Wednesday, February 8, 2012

To Tompolo, Nigeria Surrenders


Leadership
4 February 2012

Soni Daniel

In an unprecdented move that clearly defies the law, the Federal Government has given out a whooping N16 billion contract for the patrolling of its waterways to a former militant Ijaw leader, Government Ekpemopolo, alias Tompolo, thereby robbing the Nigerian Navy of its sacred responsibility and setting the stage for a new wave of tension in the Niger Delta. Soni Daniel examines the implications of the action, which he notes amounts to surrndering the nation’s interest to an individual, who has neither capacity nor integrity to execute the controversial assignment.

The memo, which our dear President has already given a tacit approval, was dubbed, secret, and it was meant to be so treated. Ordinary mortals were forbidden from sighting it until its implementation.

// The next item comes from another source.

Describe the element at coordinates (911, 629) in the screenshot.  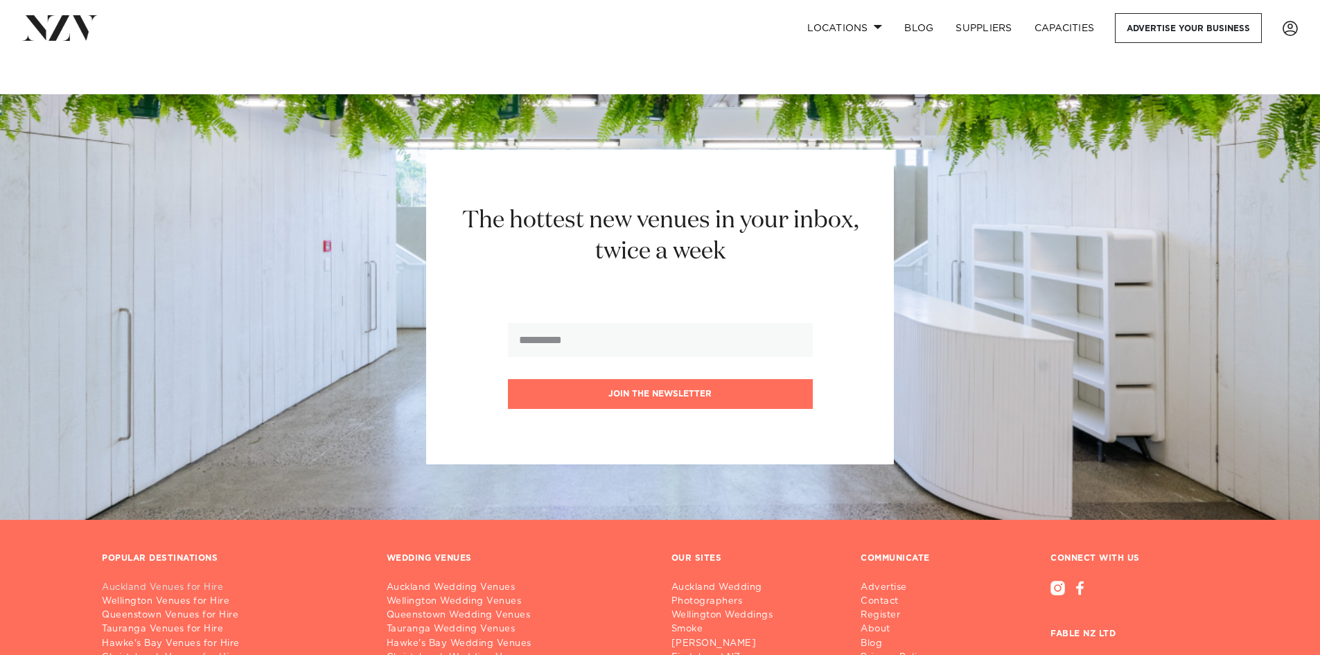
I see `a: About` at that location.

But it was already leaked before it was discussed. “ACN kicks, as Tompolo takes over maritime security”. That was how one newspaper screamed on its front page a few minutes after the memo was belatedly and ingeniously presented to the FEC. There can be no justifiable explanation for the inexplicable handing over of the nation’s water ways to a man, whose only unique selling proposition is ability to operate smoothly in the vast meandering creeks and leaving many tales of woes behind without the armed forces being able to pin him down. The closest the army went in nailing the militant, was on May 14, 2009 when the Nigerian Navy struck the warlord’s hideout known as Camp 5 but he was not there at the time of the attack. He has no history of protecting any country’s territorial waters.